Webserving is very kernel heavy and I would doubt it would gain at all
from SMP on a system using a single spin lock.  That has been my
experience on numerous operating systems.  AFAIK, the issues that have to
be dealt with in the SMP code to fix this are really clear (not
necessarily the way to do it, but the concepts) so I don't think there
would be a big benefit.

> 
> > >  - A BX-based board with as much memory as the PII's will cache.
> > >  - All of the OS, and if possible all of the web data in MFS.  This may
> > >    involve the biggest, nastiest PicoBSD config you can imagine.
> > 
> > The size of the SPECweb dataset actually changes with the "expected"
> > benchmark results.  You are probably looking at... 500-750 megs or so.
> 
> What sort of working-set size is the system likely to have?  On a 1GB 
> system, you could probably get away with an MFS like that.

It depends on how much more expensive reading from a MFS file system
is than reading from the buffer cache.

> 
> > I don't think you can use MFS, there are certain restrictions on what you
> > can and can't do when reporting SPECweb numbers.
> 
> 8(  Ok, solid-state SCSI disks then.  

There is a requirement that:

    The server utilizes stable storage for all data files and server
    logs. The log file records must be written to non-volatile storage
    at least as often as once per 60 seconds.

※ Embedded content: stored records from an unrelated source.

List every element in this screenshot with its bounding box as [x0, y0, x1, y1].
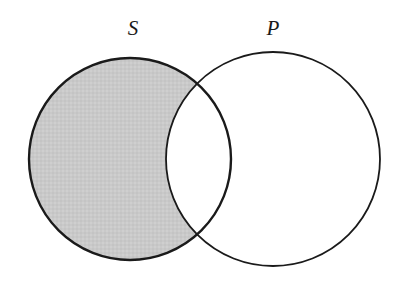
venn-diagram-canvas: S P — [0, 0, 402, 281]
venn-diagram-figure: S P — [0, 0, 402, 281]
circle-label-p: P — [266, 16, 280, 40]
circle-label-s: S — [128, 16, 139, 40]
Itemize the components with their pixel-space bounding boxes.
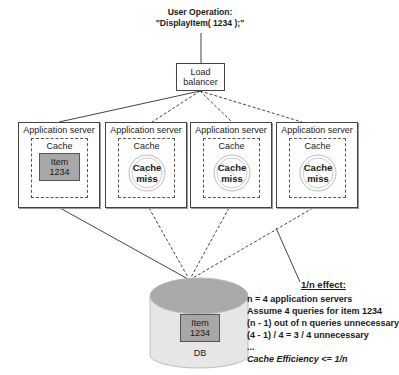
cache-miss-label-1: Cache xyxy=(298,162,338,173)
user-operation-title: User Operation: xyxy=(146,6,254,17)
cache-label: Cache xyxy=(290,141,345,151)
cache-miss-label-2: miss xyxy=(127,173,167,184)
db-item-id: 1234 xyxy=(181,328,219,338)
server-name: Application server xyxy=(19,125,99,135)
cache-miss-label-2: miss xyxy=(212,173,252,184)
effect-line: Assume 4 queries for item 1234 xyxy=(247,305,399,317)
cache-miss-label-1: Cache xyxy=(127,162,167,173)
load-balancer-label-2: balancer xyxy=(177,77,224,87)
cache-miss-label-1: Cache xyxy=(212,162,252,173)
cache-region: Cache Cache miss xyxy=(203,138,260,198)
application-server-3: Application server Cache Cache miss xyxy=(190,122,272,208)
server-name: Application server xyxy=(277,125,357,135)
effect-title: 1/n effect: xyxy=(301,279,346,290)
cached-item-label: Item xyxy=(40,157,79,167)
cached-item: Item 1234 xyxy=(39,153,80,181)
db-label: DB xyxy=(186,348,214,358)
application-server-1: Application server Cache Item 1234 xyxy=(18,122,100,208)
cache-region: Cache Cache miss xyxy=(289,138,346,198)
effect-notes: n = 4 application servers Assume 4 queri… xyxy=(247,293,399,365)
cache-label: Cache xyxy=(32,141,87,151)
server-name: Application server xyxy=(191,125,271,135)
db-item: Item 1234 xyxy=(180,314,220,342)
cache-miss: Cache miss xyxy=(212,153,252,193)
cache-label: Cache xyxy=(204,141,259,151)
server-name: Application server xyxy=(106,125,186,135)
effect-line: (4 - 1) / 4 = 3 / 4 unnecessary xyxy=(247,329,399,341)
cache-miss-label-2: miss xyxy=(298,173,338,184)
cached-item-id: 1234 xyxy=(40,167,79,177)
effect-line: ... xyxy=(247,341,399,353)
user-operation-call: "DisplayItem( 1234 );" xyxy=(146,17,254,28)
effect-line: n = 4 application servers xyxy=(247,293,399,305)
user-operation-label: User Operation: "DisplayItem( 1234 );" xyxy=(146,6,254,28)
effect-line: (n - 1) out of n queries unnecessary xyxy=(247,317,399,329)
load-balancer-box: Load balancer xyxy=(176,63,225,91)
cache-miss: Cache miss xyxy=(127,153,167,193)
cache-miss: Cache miss xyxy=(298,153,338,193)
application-server-2: Application server Cache Cache miss xyxy=(105,122,187,208)
load-balancer-label-1: Load xyxy=(177,67,224,77)
cache-label: Cache xyxy=(119,141,174,151)
cache-efficiency-line: Cache Efficiency <= 1/n xyxy=(247,353,399,365)
db-item-label: Item xyxy=(181,318,219,328)
application-server-4: Application server Cache Cache miss xyxy=(276,122,358,208)
cache-region: Cache Item 1234 xyxy=(31,138,88,198)
cache-region: Cache Cache miss xyxy=(118,138,175,198)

A description of the rules is at http://www.spec.org/osg/web96/runrules.html

> 
> > >  - If it won't all work in an MFS, a DPT controller and a small farm of
> > >    10000rpm fibrechannel disks.  Otherwise, the disk is irrelevant.
> > >  - No swap.
> > 
> > No, you want swap especially if using Apache (because of all the COW
> > pages).  It won't be "really" used, but you still need it. 
> 
> I'm not sure I follow this, but I may be missing a nuance in our 
> handing of COW.

Swap is allocated for pages flagged COW, at the time the pages are 
mapped, no?  If you don't have swap...

Because of the design of Apache (more so on servers with more config
info, thousands of vhosts, etc.) where the child processes are forked
from the parent, you can end up with a lot of COW pages.